Use the top-level aspire skill when the request is about an Aspire app and the right workflow isn’t obvious. Use a workflow-specific skill directly when the task is clear, such as aspire-orchestration for local lifecycle work, aspire-monitoring for telemetry investigation, aspire-deployment for publish and deploy workflows, or aspireify for existing-codebase AppHost wiring.

The Aspire CLI setup flow can offer companion options, but they aren’t part of the microsoft/aspire-skills workflow bundle.

SkillUse it forWhat it teaches
playwright-cliTesting running web resources in a browserUse Playwright CLI for browser automation, including navigation, form interaction, screenshots, and visual checks
dotnet-inspectInspecting .NET APIs outside AspireQuery .NET package and type surfaces that aren’t covered by Aspire API docs

Use playwright-cli when an agent needs to test or inspect a running frontend. For Playwright commands and options, see the Playwright command line documentation.

For more information, see the aspire docs api command reference.

The playwright-cli skill works best alongside the aspire skill. The agent will first use Aspire to discover the running app and the correct frontend endpoint, especially when multiple web resources exist. After it has the target URL, it can use the Playwright CLI to automate browser testing.

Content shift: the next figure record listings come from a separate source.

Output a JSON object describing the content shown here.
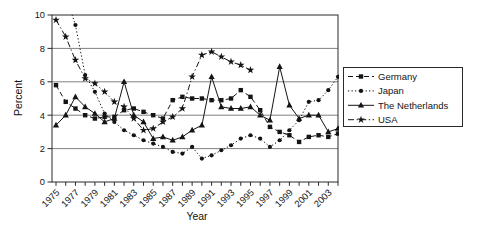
{
  "colors": {
    "ink": "#141414",
    "grid": "#4a4a4a",
    "frame": "#2a2a2a",
    "background": "#ffffff"
  },
  "chart_data": {
    "type": "line",
    "title": "",
    "xlabel": "Year",
    "ylabel": "Percent",
    "ylim": [
      0,
      10
    ],
    "x_range": [
      1975,
      2004
    ],
    "grid": "horizontal",
    "legend_position": "right",
    "yticks": [
      0,
      2,
      4,
      6,
      8,
      10
    ],
    "ytick_labels": [
      "0",
      "2",
      "4",
      "6",
      "8",
      "10"
    ],
    "xtick_years": [
      1975,
      1977,
      1979,
      1981,
      1983,
      1985,
      1987,
      1989,
      1991,
      1993,
      1995,
      1997,
      1999,
      2001,
      2003
    ],
    "xtick_labels": [
      "1975",
      "1977",
      "1979",
      "1981",
      "1983",
      "1985",
      "1987",
      "1989",
      "1991",
      "1993",
      "1995",
      "1997",
      "1999",
      "2001",
      "2003"
    ],
    "series": [
      {
        "name": "Germany",
        "marker": "square",
        "line_style": "dashed",
        "start_year": 1975,
        "values": [
          5.8,
          4.8,
          4.4,
          4.0,
          3.8,
          3.9,
          3.9,
          4.3,
          4.4,
          4.2,
          4.0,
          3.8,
          4.9,
          5.1,
          5.0,
          5.0,
          4.9,
          4.9,
          5.0,
          5.5,
          5.1,
          4.3,
          3.3,
          3.0,
          2.8,
          2.4,
          2.7,
          2.8,
          2.7,
          2.9
        ]
      },
      {
        "name": "Japan",
        "marker": "circle",
        "line_style": "dotted",
        "start_year": 1975,
        "values": [
          12.8,
          11.2,
          9.4,
          6.4,
          5.4,
          4.1,
          3.6,
          3.1,
          2.8,
          2.5,
          2.3,
          2.1,
          1.8,
          1.7,
          2.1,
          1.4,
          1.6,
          1.9,
          2.2,
          2.6,
          2.8,
          2.6,
          2.1,
          2.5,
          3.1,
          3.7,
          4.8,
          4.9,
          5.5,
          6.3
        ]
      },
      {
        "name": "The Netherlands",
        "marker": "triangle",
        "line_style": "solid",
        "start_year": 1975,
        "values": [
          3.4,
          4.0,
          5.1,
          4.5,
          4.1,
          3.6,
          3.8,
          6.0,
          4.0,
          3.6,
          2.6,
          2.7,
          2.5,
          2.7,
          3.1,
          3.4,
          6.3,
          4.5,
          4.4,
          4.4,
          4.5,
          4.0,
          3.7,
          6.9,
          4.6,
          3.8,
          4.0,
          4.0,
          3.0,
          3.2
        ]
      },
      {
        "name": "USA",
        "marker": "star",
        "line_style": "dashdot",
        "start_year": 1975,
        "values": [
          9.7,
          8.7,
          7.3,
          6.2,
          5.9,
          5.4,
          4.8,
          4.5,
          3.8,
          3.1,
          3.2,
          3.6,
          3.9,
          4.4,
          6.3,
          7.6,
          7.8,
          7.5,
          7.2,
          7.0,
          6.7
        ]
      }
    ]
  }
}
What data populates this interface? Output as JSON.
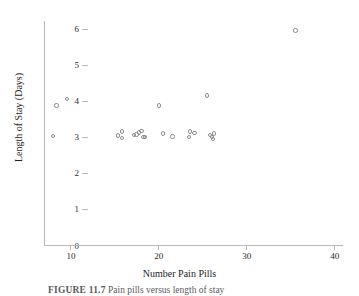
{
  "figure": {
    "caption_label": "FIGURE 11.7",
    "caption_text": "Pain pills versus length of stay"
  },
  "chart_data": {
    "type": "scatter",
    "title": "",
    "xlabel": "Number Pain Pills",
    "ylabel": "Length of Stay (Days)",
    "xlim": [
      7,
      41
    ],
    "ylim": [
      0,
      6.3
    ],
    "xticks": [
      10,
      20,
      30,
      40
    ],
    "yticks": [
      0,
      1,
      2,
      3,
      4,
      5,
      6
    ],
    "grid": false,
    "legend": "none",
    "marker": "open-circle",
    "marker_color": "#8d8d8d",
    "axis_color": "#b9b9b9",
    "points": [
      {
        "x": 8.0,
        "y": 3.02
      },
      {
        "x": 8.4,
        "y": 3.87
      },
      {
        "x": 9.6,
        "y": 4.05
      },
      {
        "x": 15.4,
        "y": 3.04
      },
      {
        "x": 15.9,
        "y": 3.15
      },
      {
        "x": 15.9,
        "y": 2.97
      },
      {
        "x": 17.2,
        "y": 3.06
      },
      {
        "x": 17.5,
        "y": 3.07
      },
      {
        "x": 17.8,
        "y": 3.12
      },
      {
        "x": 18.1,
        "y": 3.16
      },
      {
        "x": 18.3,
        "y": 3.0
      },
      {
        "x": 18.5,
        "y": 2.99
      },
      {
        "x": 20.1,
        "y": 3.87
      },
      {
        "x": 20.5,
        "y": 3.09
      },
      {
        "x": 21.6,
        "y": 3.01
      },
      {
        "x": 23.5,
        "y": 3.0
      },
      {
        "x": 23.6,
        "y": 3.15
      },
      {
        "x": 24.1,
        "y": 3.11
      },
      {
        "x": 25.5,
        "y": 4.15
      },
      {
        "x": 25.9,
        "y": 3.06
      },
      {
        "x": 26.1,
        "y": 3.0
      },
      {
        "x": 26.2,
        "y": 2.95
      },
      {
        "x": 26.3,
        "y": 3.1
      },
      {
        "x": 35.6,
        "y": 5.95
      }
    ]
  }
}
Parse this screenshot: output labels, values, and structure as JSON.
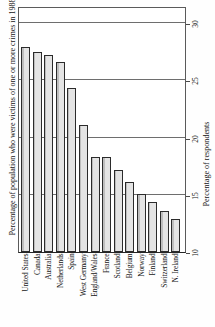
{
  "chart_data": {
    "type": "bar",
    "title": "",
    "subtitle": "",
    "categories": [
      "United States",
      "Canada",
      "Australia",
      "Netherlands",
      "Spain",
      "West Germany",
      "England/Wales",
      "France",
      "Scotland",
      "Belgium",
      "Norway",
      "Finland",
      "Switzerland",
      "N. Ireland"
    ],
    "values": [
      27.9,
      27.5,
      27.2,
      26.6,
      24.3,
      21.1,
      18.3,
      18.3,
      17.2,
      16.1,
      15.1,
      14.4,
      13.6,
      12.9
    ],
    "xlabel": "",
    "ylabel": "Percentage of population who were victims of one or more crimes in 1988",
    "ylabel_right": "Percentage of respondents",
    "ylim": [
      10,
      31.5
    ],
    "yticks": [
      10,
      15,
      20,
      25,
      30
    ],
    "ytick_labels": [
      "10",
      "15",
      "20",
      "25",
      "30"
    ],
    "gridlines": [
      15,
      20,
      25,
      30
    ],
    "grid": true,
    "legend": "none",
    "bar_fill": "#d6d6d6",
    "bar_edge": "#2b2b2b",
    "axis_color": "#4a4a4a",
    "orientation": "vertical"
  },
  "axis_titles": {
    "left": "Percentage of population who were victims of one or more crimes in 1988",
    "right": "Percentage of respondents"
  }
}
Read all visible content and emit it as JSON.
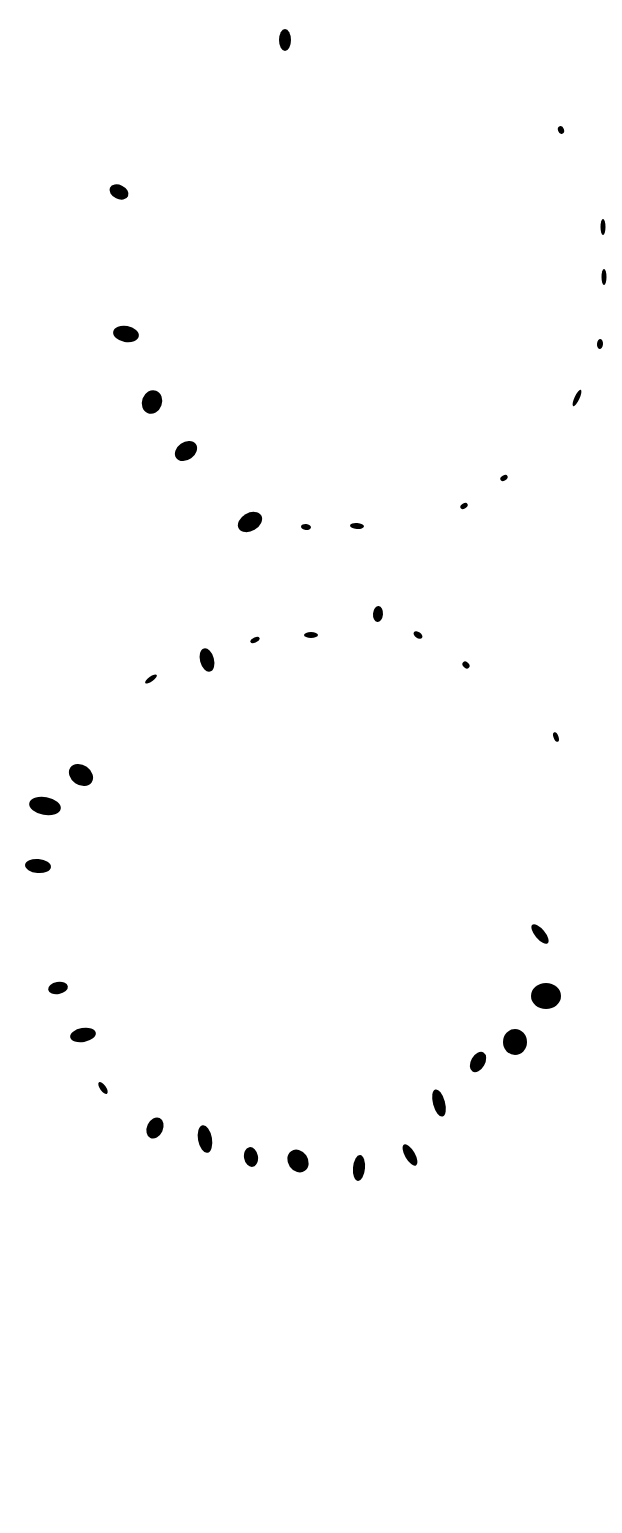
{
  "canvas": {
    "width": 622,
    "height": 1533,
    "background": "#ffffff",
    "ink": "#000000"
  },
  "figure": {
    "upper_loop": [
      {
        "x": 285,
        "y": 40,
        "rx": 6,
        "ry": 11,
        "rot": 0
      },
      {
        "x": 561,
        "y": 130,
        "rx": 3,
        "ry": 4,
        "rot": -20
      },
      {
        "x": 119,
        "y": 192,
        "rx": 10,
        "ry": 7,
        "rot": 25
      },
      {
        "x": 603,
        "y": 227,
        "rx": 2.5,
        "ry": 8,
        "rot": 0
      },
      {
        "x": 604,
        "y": 277,
        "rx": 2.5,
        "ry": 8,
        "rot": 0
      },
      {
        "x": 126,
        "y": 334,
        "rx": 13,
        "ry": 8,
        "rot": 10
      },
      {
        "x": 600,
        "y": 344,
        "rx": 3,
        "ry": 5,
        "rot": 5
      },
      {
        "x": 152,
        "y": 402,
        "rx": 10,
        "ry": 12,
        "rot": 20
      },
      {
        "x": 577,
        "y": 398,
        "rx": 2.5,
        "ry": 9,
        "rot": 25
      },
      {
        "x": 186,
        "y": 451,
        "rx": 12,
        "ry": 9,
        "rot": -35
      },
      {
        "x": 504,
        "y": 478,
        "rx": 4,
        "ry": 2.5,
        "rot": -30
      },
      {
        "x": 464,
        "y": 506,
        "rx": 4,
        "ry": 2.5,
        "rot": -30
      },
      {
        "x": 250,
        "y": 522,
        "rx": 13,
        "ry": 9,
        "rot": -30
      },
      {
        "x": 306,
        "y": 527,
        "rx": 5,
        "ry": 3,
        "rot": 5
      },
      {
        "x": 357,
        "y": 526,
        "rx": 7,
        "ry": 3,
        "rot": 5
      }
    ],
    "lower_loop": [
      {
        "x": 378,
        "y": 614,
        "rx": 5,
        "ry": 8,
        "rot": 5
      },
      {
        "x": 311,
        "y": 635,
        "rx": 7,
        "ry": 3,
        "rot": 0
      },
      {
        "x": 255,
        "y": 640,
        "rx": 5,
        "ry": 2.5,
        "rot": -25
      },
      {
        "x": 418,
        "y": 635,
        "rx": 5,
        "ry": 3,
        "rot": 35
      },
      {
        "x": 207,
        "y": 660,
        "rx": 7,
        "ry": 12,
        "rot": -15
      },
      {
        "x": 466,
        "y": 665,
        "rx": 4,
        "ry": 3,
        "rot": 45
      },
      {
        "x": 151,
        "y": 679,
        "rx": 7,
        "ry": 2.5,
        "rot": -35
      },
      {
        "x": 556,
        "y": 737,
        "rx": 2.5,
        "ry": 5,
        "rot": -20
      },
      {
        "x": 81,
        "y": 775,
        "rx": 13,
        "ry": 10,
        "rot": 35
      },
      {
        "x": 45,
        "y": 806,
        "rx": 16,
        "ry": 9,
        "rot": 10
      },
      {
        "x": 38,
        "y": 866,
        "rx": 13,
        "ry": 7,
        "rot": 5
      },
      {
        "x": 540,
        "y": 934,
        "rx": 5,
        "ry": 12,
        "rot": -40
      },
      {
        "x": 58,
        "y": 988,
        "rx": 10,
        "ry": 6,
        "rot": -10
      },
      {
        "x": 546,
        "y": 996,
        "rx": 15,
        "ry": 13,
        "rot": 0
      },
      {
        "x": 83,
        "y": 1035,
        "rx": 13,
        "ry": 7,
        "rot": -10
      },
      {
        "x": 515,
        "y": 1042,
        "rx": 12,
        "ry": 13,
        "rot": 0
      },
      {
        "x": 478,
        "y": 1062,
        "rx": 7,
        "ry": 11,
        "rot": 30
      },
      {
        "x": 103,
        "y": 1088,
        "rx": 3,
        "ry": 7,
        "rot": -35
      },
      {
        "x": 439,
        "y": 1103,
        "rx": 6,
        "ry": 14,
        "rot": -15
      },
      {
        "x": 155,
        "y": 1128,
        "rx": 8,
        "ry": 11,
        "rot": 25
      },
      {
        "x": 205,
        "y": 1139,
        "rx": 7,
        "ry": 14,
        "rot": -10
      },
      {
        "x": 251,
        "y": 1157,
        "rx": 7,
        "ry": 10,
        "rot": -10
      },
      {
        "x": 298,
        "y": 1161,
        "rx": 10,
        "ry": 12,
        "rot": -35
      },
      {
        "x": 410,
        "y": 1155,
        "rx": 5,
        "ry": 12,
        "rot": -30
      },
      {
        "x": 359,
        "y": 1168,
        "rx": 6,
        "ry": 13,
        "rot": 5
      }
    ]
  }
}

Aspire installs each selected skill into the selected skill locations. For example, a standard location can contain every Aspire workflow skill and selected companion skills:

  • Каталог.agents/skills/
    • Каталогaspire/
      • SKILL.md
    • Каталогaspire-init/
      • SKILL.md
    • Каталогaspire-orchestration/
      • SKILL.md
    • Каталогaspire-monitoring/
      • SKILL.md
    • Каталогaspire-deployment/
      • SKILL.md
    • Каталогaspireify/
      • SKILL.md
    • Каталогplaywright-cli/
      • SKILL.md
    • Каталогdotnet-inspect/
      • SKILL.md

Other supported locations use the same skill folder names:

LocationDirectoryNotes
Standard.agents/skills/Supported by VS Code, GitHub Copilot, and OpenCode
Claude Code.claude/skills/Claude Code specific
GitHub Skills.github/skills/VS Code / GitHub Copilot specific
OpenCode.opencode/skill/OpenCode specific

When the Aspire CLI installs Aspire workflow skills, it validates the Aspire skills bundle before copying files. If the embedded bundle that ships with the CLI is corrupted or inconsistent, you might see errors such as:

  • Embedded Aspire skills bundle metadata is invalid: <reason>
  • Embedded Aspire skills metadata must specify a version.
  • Embedded Aspire skills archive failed SHA-256 verification. Expected '<expected>', got '<actual>'.

These errors indicate a problem with the Aspire CLI installation itself, not your project configuration. To resolve the issue, update the CLI:

Aspire CLI
aspire update --self

The update replaces the embedded bundle. If your installation method doesn’t support self-updating, follow the Install the Aspire CLI instructions to reinstall or update the CLI. If the problem persists after updating or reinstalling, open an issue on GitHub.